Don’t Get Hung Up on the Word Mother

I am a mother of three boys, the mother-in-law of two girls and the grandmother of one boy and tomorrow is Mother’s Day.  I, along with others who have been able to have children, and those who have adopted children will get cards, flowers and lunches out after church.  And all because of the commercialized idea of what Mother’s Day is supposed to be.

We use the word mother in many different ways on a daily basis, probably not even thinking about why.  Obviously things like “mother nature, mother earth, mother country or mother church come to mind, but then we have things like the mother lode, mother ship and mother boards.  We have stage mothers and soccer moms, mother hens, den and house mothers, and brothers from another mother.  Then we use phrases like “necessity is the mother of invention” or “mother knows best” or, if you’re a Ghostbusters fan, “mother puss bucket” or the more inappropriate reference to mother which probably needs no more than that.

If you search the definition of the word “mother”, it describes a woman in relation to her child or children, an elderly woman, the head of a female religious community, an institution or organization from which more recently founded institutions of the same type arrive or an extreme example or very large specimen of something, the latter’s synonyms including humdinger, dilly, doozy, lulu and whopper.  I sure I’ve been referred to a least one of those at some time during my life.

However, if you look at the verb form of mother, this is where it describes the people who exemplify the word “mother”.  To bring up a child with care and affection, or to look after kindly and protectively, sometimes excessively so.  To me, this describes so many women, whether they have children or not, who just care about children, period.  Like the moms who come in to help kids at lunch at school, the person who becomes a mentor to young people, someone who volunteers to work with needy children and anyone who works with children in our public schools. Some of them may have been birth mothers, but others may just love children and mother them like they were their own.  And all of them should be celebrated.

On this Mother’s Day there are mothers out there who are unable to have children and who have lost children, there are children who have lost mothers and there are mothers who never should have been mothers.  We tend to be uncomfortable for them when this day arrives because in our culture/society, motherhood is something that is still expected of women and it is a deeply emotional thing for all of us.  After all, all of us who are here had a mother. But this is really a pretty narrow viewpoint.  I know plenty of women who have never had children of their own and yet they have “raised” and mothered thousands of children in their lifetimes and they will never get recognized for that.

Anyone in the teaching profession at any grade level has been a mother.  We have comforted children, laughed and cried with them, bandaged their boo boos, given them hugs, disciplined them when they needed it, encouraged them when they were down and celebrated their victories with them.  We have attended their recitals, watched their concerts and plays and attended their athletic events to support them.  We have taught them not only academic subjects but life skills and life lessons to help them be the best human being they can be.  And we’re there when as adults, they come to us for advice and reassurance.  That in a nutshell is mothering.

So, on this Mother’s Day, let’s not get too caught up on the word mother in the literal sense and give thanks for every women who loves and cares for children regardless.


**What you will do**
Across all the entries, how many lines hold "swatch"? Answer with that number and nothing else.

(Items from a figure collection)
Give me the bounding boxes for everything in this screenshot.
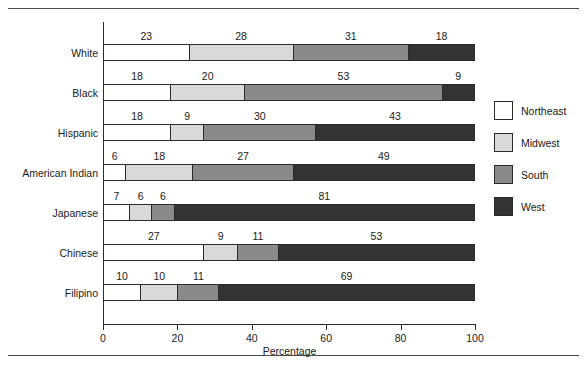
stacked-bar: 1820539 <box>103 84 475 101</box>
segment-value-label: 18 <box>131 110 143 122</box>
legend-label: West <box>521 201 545 213</box>
bar-segment-northeast: 7 <box>103 204 129 221</box>
x-axis-tick-label: 40 <box>246 332 258 344</box>
x-axis-tick <box>475 324 476 330</box>
bar-segment-south: 31 <box>293 44 408 61</box>
bar-segment-west: 53 <box>278 244 475 261</box>
bar-segment-south: 30 <box>203 124 315 141</box>
x-axis-tick-label: 20 <box>172 332 184 344</box>
segment-value-label: 43 <box>389 110 401 122</box>
segment-value-label: 69 <box>341 270 353 282</box>
segment-value-label: 11 <box>193 270 204 282</box>
segment-value-label: 27 <box>148 230 160 242</box>
x-axis-tick <box>401 324 402 330</box>
bar-segment-west: 49 <box>293 164 475 181</box>
bar-segment-south: 6 <box>151 204 173 221</box>
segment-value-label: 6 <box>112 150 118 162</box>
segment-value-label: 49 <box>378 150 390 162</box>
segment-value-label: 27 <box>237 150 249 162</box>
stacked-bar: 2791153 <box>103 244 475 261</box>
segment-value-label: 28 <box>235 30 247 42</box>
bar-segment-south: 11 <box>237 244 278 261</box>
segment-value-label: 6 <box>160 190 166 202</box>
segment-value-label: 18 <box>153 150 165 162</box>
x-axis-tick-label: 0 <box>100 332 106 344</box>
x-axis-tick <box>177 324 178 330</box>
segment-value-label: 9 <box>218 230 224 242</box>
x-axis-tick-label: 60 <box>320 332 332 344</box>
bar-segment-midwest: 20 <box>170 84 244 101</box>
bar-segment-west: 81 <box>174 204 475 221</box>
x-axis-tick-label: 80 <box>395 332 407 344</box>
legend-label: Midwest <box>521 137 560 149</box>
segment-value-label: 10 <box>116 270 128 282</box>
bar-segment-midwest: 9 <box>170 124 203 141</box>
segment-value-label: 6 <box>138 190 144 202</box>
segment-value-label: 9 <box>455 70 461 82</box>
stacked-bar-chart-figure: White23283118Black1820539Hispanic1893043… <box>0 0 587 373</box>
top-divider-rule <box>8 8 579 9</box>
bar-segment-midwest: 18 <box>125 164 192 181</box>
legend-label: South <box>521 169 548 181</box>
x-axis-line <box>103 324 476 325</box>
bar-segment-west: 9 <box>442 84 475 101</box>
bar-segment-northeast: 27 <box>103 244 203 261</box>
bar-segment-west: 43 <box>315 124 475 141</box>
bar-segment-northeast: 6 <box>103 164 125 181</box>
category-label: American Indian <box>3 167 98 179</box>
stacked-bar: 10101169 <box>103 284 475 301</box>
legend-item-northeast: Northeast <box>494 98 584 123</box>
bar-segment-midwest: 6 <box>129 204 151 221</box>
legend-item-midwest: Midwest <box>494 130 584 155</box>
segment-value-label: 53 <box>371 230 383 242</box>
x-axis-tick <box>252 324 253 330</box>
x-axis-title: Percentage <box>103 345 476 357</box>
bar-segment-west: 18 <box>408 44 475 61</box>
category-label: Chinese <box>3 247 98 259</box>
category-label: White <box>3 47 98 59</box>
x-axis-tick <box>326 324 327 330</box>
legend-swatch-northeast <box>494 101 513 120</box>
x-axis-tick <box>103 324 104 330</box>
bar-segment-south: 53 <box>244 84 441 101</box>
stacked-bar: 76681 <box>103 204 475 221</box>
legend: NortheastMidwestSouthWest <box>494 98 584 226</box>
legend-swatch-midwest <box>494 133 513 152</box>
segment-value-label: 10 <box>153 270 165 282</box>
segment-value-label: 81 <box>318 190 330 202</box>
segment-value-label: 20 <box>202 70 214 82</box>
stacked-bar: 1893043 <box>103 124 475 141</box>
bar-segment-west: 69 <box>218 284 475 301</box>
segment-value-label: 30 <box>254 110 266 122</box>
bar-segment-midwest: 10 <box>140 284 177 301</box>
category-label: Japanese <box>3 207 98 219</box>
plot-area: White23283118Black1820539Hispanic1893043… <box>103 22 475 322</box>
bar-segment-northeast: 18 <box>103 84 170 101</box>
bar-segment-midwest: 28 <box>189 44 293 61</box>
legend-item-west: West <box>494 194 584 219</box>
bar-segment-south: 11 <box>177 284 218 301</box>
stacked-bar: 6182749 <box>103 164 475 181</box>
x-axis-tick-label: 100 <box>466 332 484 344</box>
legend-swatch-west <box>494 197 513 216</box>
legend-item-south: South <box>494 162 584 187</box>
segment-value-label: 53 <box>338 70 350 82</box>
segment-value-label: 9 <box>184 110 190 122</box>
bar-segment-midwest: 9 <box>203 244 236 261</box>
category-label: Black <box>3 87 98 99</box>
category-label: Filipino <box>3 287 98 299</box>
legend-label: Northeast <box>521 105 567 117</box>
bar-segment-northeast: 10 <box>103 284 140 301</box>
bar-segment-northeast: 18 <box>103 124 170 141</box>
stacked-bar: 23283118 <box>103 44 475 61</box>
segment-value-label: 23 <box>140 30 152 42</box>
segment-value-label: 18 <box>436 30 448 42</box>
category-label: Hispanic <box>3 127 98 139</box>
segment-value-label: 18 <box>131 70 143 82</box>
segment-value-label: 7 <box>114 190 120 202</box>
legend-swatch-south <box>494 165 513 184</box>
bar-segment-south: 27 <box>192 164 292 181</box>
bar-segment-northeast: 23 <box>103 44 189 61</box>
segment-value-label: 11 <box>252 230 263 242</box>
segment-value-label: 31 <box>345 30 357 42</box>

**Result for this task**
4